Annual Ostrom Lecture to discuss mathematics

PULLMAN – Robert E. O’Malley Jr., an authority on applied mathematics will deliver the annual Ostrom Lecture at Washington State University. The talk, entitled “On the mathematical development of singular perturbation concepts,” is slated for 7:30 p.m. April 4 in the Smith CUE building, room 202.

His talk will describe the history and some of the leading international personalities involved in the development of the concept of a fluid dynamical boundary layer and a corresponding singular perturbations theory.

O’Malley will also deliver a colloquium entitled “On boundary layer resonance.” at 4:10 p.m. in Neill Hall, room 5W.

A professor of applied mathematics at the University of Washington, O’Malley’s current research emphasizes the relationship between singular perturbation theory and various regularization methods for differential-algebraic systems, as well as other problems such as the motion of shock layers and other interfaces. He receives support for his work from the National Science Foundation.

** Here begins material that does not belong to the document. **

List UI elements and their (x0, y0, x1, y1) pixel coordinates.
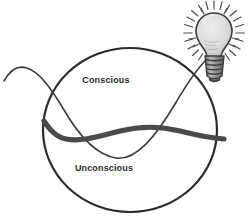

After studying electrical engineering and mathematics at the University of New Hampshire where he earned his bachelor’s and master’s degrees, O’Malley earned his doctorate at Stanford University in 1966. He spent some years at New York University doing research on asymptotic methods and singular perturbations. He also spent a year at the University of Edinburgh, after which he used his lecture notes as the basis for a book, “Introduction to Singular Perturbations.” In 1973, he moved to the University of Arizona where he organized an interdisciplinary program in applied mathematics, and applied singular perturbation ideas in control theory. He moved to Rensselaer Polytechnic Institute in 1981. After a sabbatical at the Technical University of Vienna, where O’Malley studied asymptotic methods in semiconductor modeling, he moved to the University of Washington.

O’Malley has served as president and held other offices in SIAM, the Society for Industrial and Applied Mathematics. He serves on advisory committees for the National Institute of Standards and Technology, the Electric Power Research Institute, and Argonne National Laboratory, and more generally as a spokesperson for applied mathematics.

The Theodore G. Ostrom Lecture Endowment brings an internationally renowned mathematics scholar to the Pullman campus each year for a series of presentations. The lecture honors Emeritus Professor Ostrom, who retired from WSU in 1981 after 21 years on the mathematics faculty.